One thing that I was fascinated with during my studies is the idea that people here have social capital: a strong social network that works to advance the community as a whole, not individualistically like in the developed world. It is something that I have been trying to uncover while I’ve been here, but it has been harder to find than I thought. That is not because it doesn’t exist; instead, it’s because no one recognizes it as anything worth mentioning. It is just part of life.
The most striking example of social capital that I have found so far is the building of Kamphombo bridge. The rickety rutted “road” (path) that passes through all the villages in the area, off the main road, crosses the stream at many points. There are all variations of broken down bridges to cross with, but just after Chileka and before Kamphombo village there was no bridge, and during the rainy season when the water rises to enormous levels, it becomes impassable for long periods of time. People on the far side of the stream (ie Kamphombo and beyond) have literally died because they couldn’t reach medical care in the clinic in Chileka, or died from starvation because they couldn’t get their goods to market; women have even given birth on the riverbank, unable to cross to reach the clinic.
So after years of applying for funding to build a bridge, the government finally gave them some money to build. However, it was not enough to cover all of the supplies or even the wages for labour. Plus, supplies are hard to get. But this community is resourceful and hardworking. With all the Zambian cement going to South Africa to build stadiums for World Cup, they resorted to Malawi cement – a poorer quality. When it was difficult to get stones and gravel, this community pulled together and made their own – literally. From the boulder outcrops at the village, both men and women sledge-hammered off giant rocks (basketball size) to use as the base for the bridge supports and side walls. The same for the gravel: they made their own using nothing but sledgehammers and hand labour, until the rock was crushed to a fine gravel. Then when the rock needed to be transported the 4km from the village to the bridge site, they did so via wheelbarrows. There is no other transport, and the oxcarts were needed for the fields.
The men would work all day – a typical day was from 4am to 6:30pm – and the women would work in the morning until they needed to go to their fields. Most of the labourers – excluding the supervisors – were not getting paid, and could expect to see no remuneration except for the completion of the bridge itself. Yet this is all that they were hoping for.
(I apologize for the lack of pictures with this post; the network is soooo sloooow and the uploader keeps timing out. I'll try to put some pics of the bridge on my flickr account.)
How can you not admire this determination, this resourcefulness, this strength in body and heart? Yet even still when I asked some of the women involved to tell me about the strengths of their community, and the ways in which they help each other, no one mentioned the bridge at all. This is because they didn’t see it as anything special; it was necessary, and therefore everyone – because everyone has a vested interest in it – just hunkered down and did what was needed. This type of humility and community strength can still be found back home sometimes in some rural areas, but it seems to be a dying breed in our “civilized” city culture. Are we really so advanced? What have we lost in our race to be modern?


TASK INSTRUCTIONS
Copy out all of the entries exactly as they appear.

+++ INFORMATION SHOWN +++

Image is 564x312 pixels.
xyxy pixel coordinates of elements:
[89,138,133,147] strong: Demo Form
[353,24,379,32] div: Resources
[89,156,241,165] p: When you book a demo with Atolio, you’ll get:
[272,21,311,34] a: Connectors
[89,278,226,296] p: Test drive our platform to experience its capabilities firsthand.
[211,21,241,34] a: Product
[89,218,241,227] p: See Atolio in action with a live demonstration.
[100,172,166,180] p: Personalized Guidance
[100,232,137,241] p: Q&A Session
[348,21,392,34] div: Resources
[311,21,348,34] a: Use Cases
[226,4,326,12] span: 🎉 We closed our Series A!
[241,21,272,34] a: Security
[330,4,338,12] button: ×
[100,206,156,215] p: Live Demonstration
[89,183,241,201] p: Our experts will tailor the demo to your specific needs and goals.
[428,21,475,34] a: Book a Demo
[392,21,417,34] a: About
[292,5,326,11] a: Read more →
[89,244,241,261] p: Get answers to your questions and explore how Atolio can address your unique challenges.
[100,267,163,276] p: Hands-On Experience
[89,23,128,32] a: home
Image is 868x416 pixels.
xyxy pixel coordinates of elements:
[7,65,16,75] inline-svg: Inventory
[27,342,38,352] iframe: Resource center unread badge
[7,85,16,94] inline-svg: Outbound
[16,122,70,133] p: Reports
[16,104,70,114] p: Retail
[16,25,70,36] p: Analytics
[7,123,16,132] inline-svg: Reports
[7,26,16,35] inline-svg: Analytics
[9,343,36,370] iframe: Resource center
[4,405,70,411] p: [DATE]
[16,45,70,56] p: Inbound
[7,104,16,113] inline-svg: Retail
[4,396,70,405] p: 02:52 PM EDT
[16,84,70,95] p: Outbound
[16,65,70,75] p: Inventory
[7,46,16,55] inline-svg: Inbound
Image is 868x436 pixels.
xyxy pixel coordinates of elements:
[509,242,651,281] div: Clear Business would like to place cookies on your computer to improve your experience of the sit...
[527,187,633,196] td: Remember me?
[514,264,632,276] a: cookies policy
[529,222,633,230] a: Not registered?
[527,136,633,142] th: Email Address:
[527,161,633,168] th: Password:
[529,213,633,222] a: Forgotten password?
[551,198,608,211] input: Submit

+++

ANSWER FOR THE TASK
Image is 564x312 pixels.
xyxy pixel coordinates of elements:
[89,138,133,147] strong: Demo Form
[353,24,379,32] div: Resources
[89,156,241,165] p: When you book a demo with Atolio, you’ll get:
[272,21,311,34] a: Connectors
[89,278,226,296] p: Test drive our platform to experience its capabilities firsthand.
[211,21,241,34] a: Product
[89,218,241,227] p: See Atolio in action with a live demonstration.
[100,172,166,180] p: Personalized Guidance
[100,232,137,241] p: Q&A Session
[348,21,392,34] div: Resources
[311,21,348,34] a: Use Cases
[226,4,326,12] span: 🎉 We closed our Series A!
[241,21,272,34] a: Security
[330,4,338,12] button: ×
[100,206,156,215] p: Live Demonstration
[89,183,241,201] p: Our experts will tailor the demo to your specific needs and goals.
[428,21,475,34] a: Book a Demo
[392,21,417,34] a: About
[292,5,326,11] a: Read more →
[89,244,241,261] p: Get answers to your questions and explore how Atolio can address your unique challenges.
[100,267,163,276] p: Hands-On Experience
[89,23,128,32] a: home
Image is 868x416 pixels.
xyxy pixel coordinates of elements:
[7,65,16,75] inline-svg: Inventory
[27,342,38,352] iframe: Resource center unread badge
[7,85,16,94] inline-svg: Outbound
[16,122,70,133] p: Reports
[16,104,70,114] p: Retail
[16,25,70,36] p: Analytics
[7,123,16,132] inline-svg: Reports
[7,26,16,35] inline-svg: Analytics
[9,343,36,370] iframe: Resource center
[4,405,70,411] p: [DATE]
[16,45,70,56] p: Inbound
[7,104,16,113] inline-svg: Retail
[4,396,70,405] p: 02:52 PM EDT
[16,84,70,95] p: Outbound
[16,65,70,75] p: Inventory
[7,46,16,55] inline-svg: Inbound
Image is 868x436 pixels.
xyxy pixel coordinates of elements:
[509,242,651,281] div: Clear Business would like to place cookies on your computer to improve your experience of the sit...
[527,187,633,196] td: Remember me?
[514,264,632,276] a: cookies policy
[529,222,633,230] a: Not registered?
[527,136,633,142] th: Email Address:
[527,161,633,168] th: Password:
[529,213,633,222] a: Forgotten password?
[551,198,608,211] input: Submit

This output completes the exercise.